• Problem to solve:
Please copy out the records that follow exactly as they stand.

[Stored items]
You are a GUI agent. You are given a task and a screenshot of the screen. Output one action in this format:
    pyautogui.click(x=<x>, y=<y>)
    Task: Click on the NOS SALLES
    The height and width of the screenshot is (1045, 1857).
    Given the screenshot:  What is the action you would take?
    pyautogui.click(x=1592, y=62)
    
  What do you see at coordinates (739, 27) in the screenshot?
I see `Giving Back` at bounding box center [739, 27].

• Exercise solution:
You are a GUI agent. You are given a task and a screenshot of the screen. Output one action in this format:
    pyautogui.click(x=<x>, y=<y>)
    Task: Click on the NOS SALLES
    The height and width of the screenshot is (1045, 1857).
    Given the screenshot:  What is the action you would take?
    pyautogui.click(x=1592, y=62)
    
  What do you see at coordinates (739, 27) in the screenshot?
I see `Giving Back` at bounding box center [739, 27].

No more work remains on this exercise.